In other words, if I had given the newly listed property a bad review, that would have appeared on the website and would have possibly put off future rentals. On the other hand, if fifty people have already stayed at a property and given it 9/10 then my miserly 6/10 wouldn’t really make any difference. Hence the offer of more expensive, frequently reviewed properties.

From AirBnB and the property owner’s point of view this makes very good sense obviously but since this information isn’t available to the potential renter it doesn’t make any sense when your request for an available property is rejected for no reason after being provisionally accepted 24 hours earlier. In fact, it’s bloody insulting which is why I won’t be using AirBnB ever again. Supposing I did find a place that was dreadful and gave a deservedly bad review online? Would that prejudice my chances of renting in the future? It’s so much easier and far less personally intrusive to book a hotel room.

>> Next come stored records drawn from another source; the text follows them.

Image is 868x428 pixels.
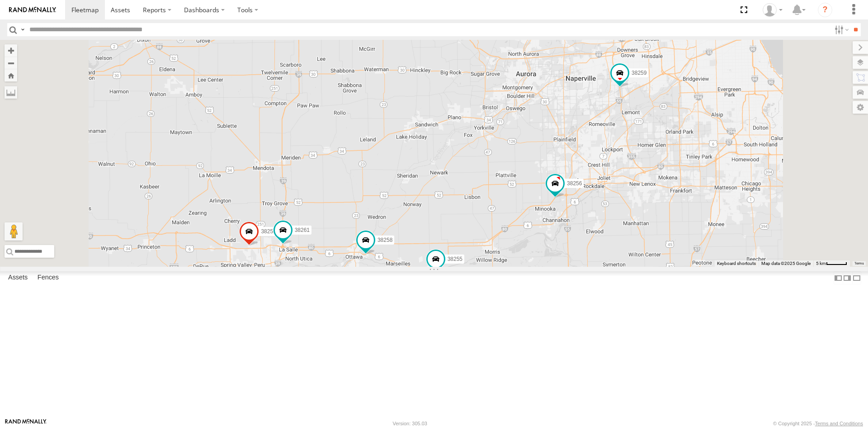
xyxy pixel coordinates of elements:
[717,260,756,267] button: Keyboard shortcuts
[831,23,850,36] label: Search Filter Options
[853,101,868,113] label: Map Settings
[448,255,462,262] span: 38255
[5,86,17,99] label: Measure
[261,228,276,234] span: 38252
[5,57,17,69] button: Zoom out
[19,23,26,36] label: Search Query
[5,222,23,241] button: Drag Pegman onto the map to open Street View
[377,237,393,243] span: 38258
[5,419,47,428] a: Visit our Website
[815,421,863,426] a: Terms and Conditions
[854,262,864,265] a: Terms
[816,261,826,266] span: 5 km
[834,271,843,285] label: Dock Summary Table to the Left
[9,6,56,13] img: rand-logo.svg
[818,2,832,17] i: ?
[814,260,850,267] button: Map Scale: 5 km per 43 pixels
[853,271,862,285] label: Hide Summary Table
[773,421,863,426] div: © Copyright 2025 -
[567,180,582,186] span: 38256
[393,421,428,426] div: Version: 305.03
[33,272,63,285] label: Fences
[761,261,811,266] span: Map data ©2025 Google
[5,69,17,82] button: Zoom Home
[843,271,852,285] label: Dock Summary Table to the Right
[760,3,786,17] div: Joann Gibson
[295,227,310,233] span: 38261
[5,45,17,57] button: Zoom in
[3,272,32,285] label: Assets
[632,70,647,76] span: 38259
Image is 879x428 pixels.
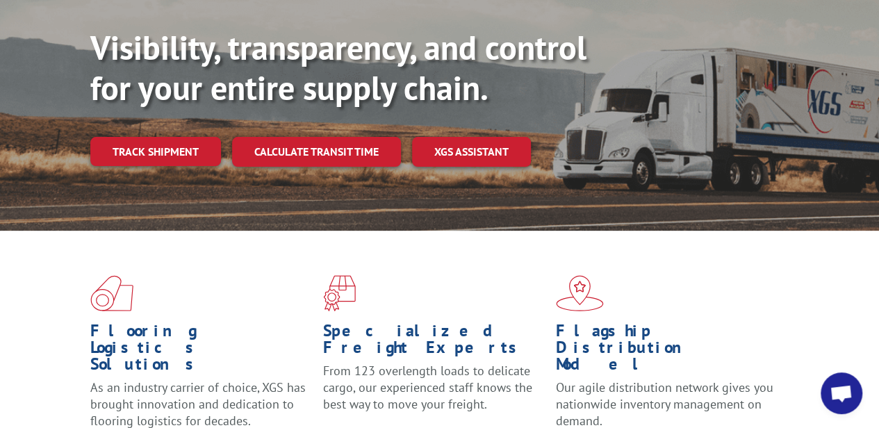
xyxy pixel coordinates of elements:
img: xgs-icon-flagship-distribution-model-red [556,275,604,311]
h1: Flooring Logistics Solutions [90,322,313,379]
p: From 123 overlength loads to delicate cargo, our experienced staff knows the best way to move you... [323,363,545,424]
h1: Specialized Freight Experts [323,322,545,363]
a: Track shipment [90,137,221,166]
a: Open chat [820,372,862,414]
a: Calculate transit time [232,137,401,167]
img: xgs-icon-total-supply-chain-intelligence-red [90,275,133,311]
img: xgs-icon-focused-on-flooring-red [323,275,356,311]
a: XGS ASSISTANT [412,137,531,167]
b: Visibility, transparency, and control for your entire supply chain. [90,26,586,109]
h1: Flagship Distribution Model [556,322,778,379]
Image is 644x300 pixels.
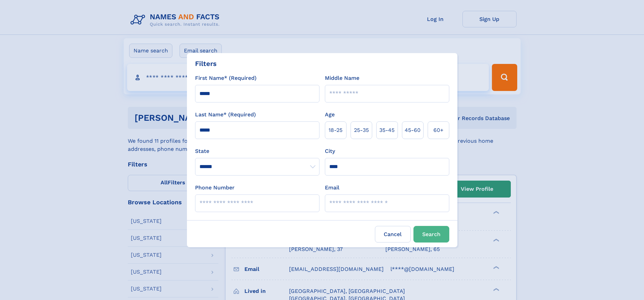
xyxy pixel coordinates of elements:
label: State [195,147,320,156]
label: City [325,147,335,156]
label: Phone Number [195,184,235,192]
div: Filters [195,58,217,68]
span: 45‑60 [404,126,420,134]
label: Age [325,110,334,119]
button: Search [413,226,449,242]
span: 60+ [433,126,443,134]
label: First Name* (Required) [195,74,257,82]
span: 18‑25 [328,126,342,134]
span: 25‑35 [354,126,369,134]
label: Last Name* (Required) [195,110,256,119]
label: Middle Name [325,74,359,82]
label: Email [325,184,339,192]
span: 35‑45 [379,126,394,134]
label: Cancel [375,226,410,242]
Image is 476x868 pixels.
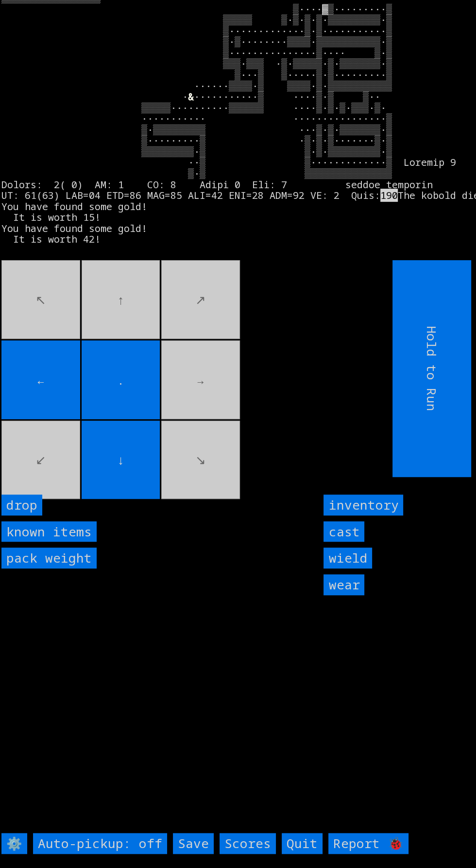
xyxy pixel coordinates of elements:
input: pack weight [2,547,97,569]
input: wield [323,547,372,569]
input: wear [323,574,365,595]
input: Scores [220,833,276,854]
input: . [82,340,160,419]
input: cast [323,522,365,542]
input: ⚙️ [2,833,28,854]
input: Auto-pickup: off [33,833,168,854]
input: ↓ [82,420,160,499]
input: Save [173,833,214,854]
input: known items [2,522,97,542]
input: Hold to Run [393,260,471,477]
input: Report 🐞 [329,833,409,854]
input: Quit [282,833,322,854]
font: & [188,90,194,103]
input: inventory [323,495,403,515]
input: drop [2,495,42,515]
input: ← [2,340,80,419]
mark: 190 [380,189,398,202]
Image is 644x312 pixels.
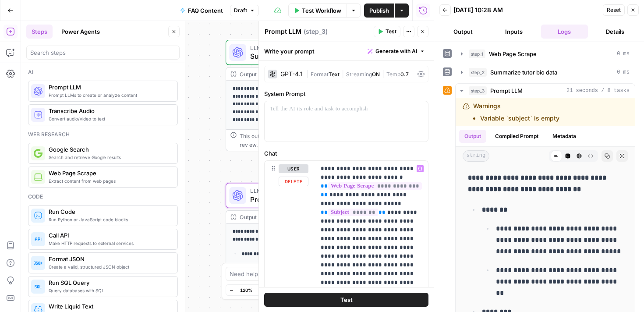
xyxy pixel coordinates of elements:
span: Call API [49,231,170,239]
label: System Prompt [264,89,428,98]
button: Delete [278,176,308,186]
div: Ai [28,68,178,76]
button: Details [591,25,638,39]
span: Make HTTP requests to external services [49,239,170,246]
span: 120% [240,286,252,293]
span: Test Workflow [302,6,341,15]
button: 0 ms [455,65,634,79]
span: Draft [234,7,247,14]
button: FAQ Content [175,4,228,18]
span: 0 ms [616,68,629,76]
span: | [339,69,346,78]
div: Output [239,70,359,78]
span: Generate with AI [375,47,417,55]
span: Summarize tutor bio data [490,68,557,77]
span: 0.7 [400,71,408,77]
button: Logs [541,25,588,39]
button: Test [264,292,428,306]
button: Test [373,26,400,37]
button: 21 seconds / 8 tasks [455,84,634,98]
span: LLM · GPT-4.1 [250,43,359,52]
span: Format [310,71,328,77]
div: Code [28,193,178,201]
div: Warnings [473,102,559,123]
button: Output [439,25,486,39]
span: Extract content from web pages [49,177,170,184]
span: Write Liquid Text [49,302,170,310]
li: Variable `subject` is empty [480,114,559,123]
span: Prompt LLMs to create or analyze content [49,91,170,99]
span: step_2 [468,68,486,77]
span: Streaming [346,71,372,77]
span: Transcribe Audio [49,106,170,115]
span: step_3 [468,86,486,95]
div: Web research [28,130,178,138]
button: user [278,164,308,173]
span: Query databases with SQL [49,287,170,294]
span: ON [372,71,380,77]
input: Search steps [30,48,176,57]
span: Format JSON [49,254,170,263]
span: Reset [606,6,620,14]
span: Create a valid, structured JSON object [49,263,170,270]
span: Web Page Scrape [49,169,170,177]
span: Text [328,71,339,77]
div: Write your prompt [259,42,433,60]
label: Chat [264,149,428,158]
span: Google Search [49,145,170,154]
button: Output [459,130,486,143]
span: | [306,69,310,78]
button: Publish [364,4,394,18]
span: Prompt LLM [250,194,359,204]
span: FAQ Content [188,6,223,15]
span: Run SQL Query [49,278,170,287]
div: Output [239,213,359,221]
span: Test [385,28,396,35]
span: step_1 [468,49,485,58]
span: Prompt LLM [49,83,170,91]
span: Run Code [49,207,170,216]
span: Test [340,295,352,304]
button: Generate with AI [364,46,428,57]
button: Compiled Prompt [489,130,543,143]
span: LLM · GPT-4.1 [250,187,359,195]
span: Summarize tutor bio data [250,51,359,61]
button: Inputs [490,25,537,39]
span: Convert audio/video to text [49,115,170,122]
span: 0 ms [616,50,629,58]
button: Test Workflow [288,4,346,18]
button: Steps [26,25,53,39]
button: Power Agents [56,25,105,39]
span: Publish [369,6,389,15]
textarea: Prompt LLM [264,27,301,36]
button: Metadata [547,130,581,143]
button: 0 ms [455,47,634,61]
span: Prompt LLM [490,86,522,95]
span: string [462,150,489,162]
button: Reset [602,4,624,16]
span: Temp [386,71,400,77]
button: Draft [230,5,259,16]
span: Search and retrieve Google results [49,154,170,161]
span: Web Page Scrape [489,49,536,58]
div: GPT-4.1 [280,71,303,77]
div: This output is too large & has been abbreviated for review. to view the full content. [239,132,384,148]
span: | [380,69,386,78]
span: ( step_3 ) [303,27,327,36]
span: 21 seconds / 8 tasks [566,87,629,95]
span: Run Python or JavaScript code blocks [49,216,170,223]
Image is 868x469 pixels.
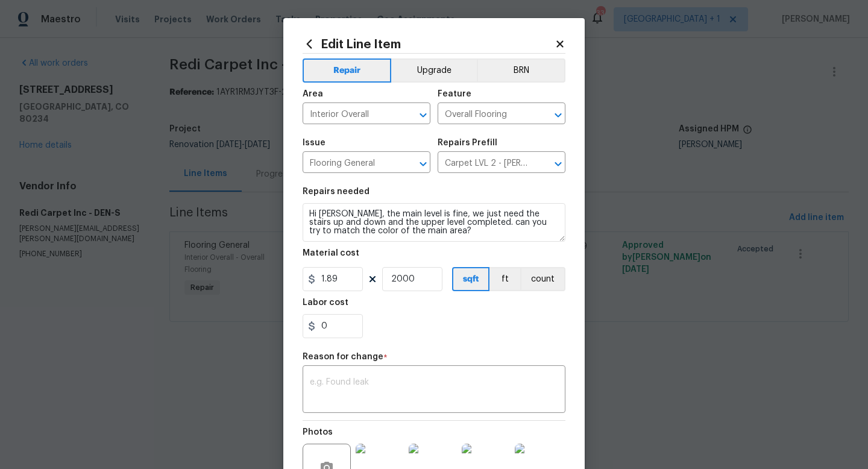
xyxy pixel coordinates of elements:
button: ft [489,267,520,292]
button: Open [550,107,566,124]
textarea: Hi [PERSON_NAME], the main level is fine, we just need the stairs up and down and the upper level... [303,203,565,242]
button: sqft [452,267,489,292]
button: count [520,267,565,292]
h5: Material cost [303,249,359,258]
h5: Reason for change [303,353,383,361]
button: BRN [477,59,565,83]
h5: Repairs needed [303,188,369,196]
h5: Photos [303,428,332,436]
button: Open [550,156,566,173]
button: Open [414,107,431,124]
button: Upgrade [391,59,477,83]
h2: Edit Line Item [303,37,554,51]
button: Repair [303,59,391,83]
h5: Issue [303,139,325,147]
h5: Area [303,90,323,98]
h5: Labor cost [303,299,348,307]
button: Open [414,156,431,173]
h5: Repairs Prefill [437,139,497,147]
h5: Feature [437,90,471,98]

The good news is that, thanks to owner intervention, I will be staying at my friend’s luxury apartment in Greenpoint in September. I’ve promised him that we won’t be having any drunken orgies, no Class A drugs will be consumed and Paul Mashatile has not been invited as a house guest.

And I’ll almost certainly give him a top rating review…. just this once.

***

I met Jimmy (there are too many coloureds in the Western Cape) Manyi more than ten years ago long before he started calling himself Mzwanele. He will always be Jimmy to me, mostly because I can’t pronounce the other name.

Jimmy was on a panel session at Constitution Hill and he was arguing that the economy was closed to the many talented black professionals looking for jobs. He accused white business of being racist which wasn’t terribly convincing since he had enjoyed a stream of high paying jobs with these apparently ‘racist, white owned’ companies, the most recent of which was head of corporate affairs at Tiger Brands.

A prominent business leader rose to point out that the skills shortage in South Africa was colour blind and anybody qualifying for a job would get it if they had the necessary skills. Jimmy was having none of it and remained convinced that a qualified black applicant would be booted out, even if it meant leaving the position vacant.

I was fascinated by Jimmy’s fanatical nuttiness and have followed his career trajectory with great interest since then.

He is most recently a member of parliament for the Economic Freedom Fighters having been a bit of a political crosstitute in the past, sleeping first with the ANC and then having a brief four year fling with the African Transformation Movement where he didn’t manage to qualify for a parliamentary seat.

His Wikipedia entry makes great reading and in his long career he has managed to upset foreign diplomats, struggle stalwarts, business leaders, newspaper editors and fellow politicians while he schmoozed his way into being the spokesman for the hugely respected Jacob Zuma Foundation which has done so much to uplift the Zuma family at the expense of all other South Africans. He is currently busy telling us (with as straight a face as possible) that Jacob Zuma’s medical treatment in Mother Russia is a private family matter.

Last week the EFF’s ‘etymologist in residence’ came up with this beauty on Twitter

Jul 21

Dear Africans You need to know that the term Black was invented as part of subjugation, dehumanisation, & racism. We are Africans and indigenous people in the continent, Africa. We should REJECT being referred to as Blacks. My enlightenment in this regard happened in March 2023.

I don’t suppose there’s much sense in pointing out to Jimmy that the term ‘black’ appears in a few English language works which go back several centuries because he would dismiss that argument as white supremacist history no doubt. So let’s just accept Jimmy’s allegation that the term black was invented fairly recently as part of subjugation, dehumanisation and racism and ask where that leaves Black Lives Matter? Can we expect a rebranding soon I wonder?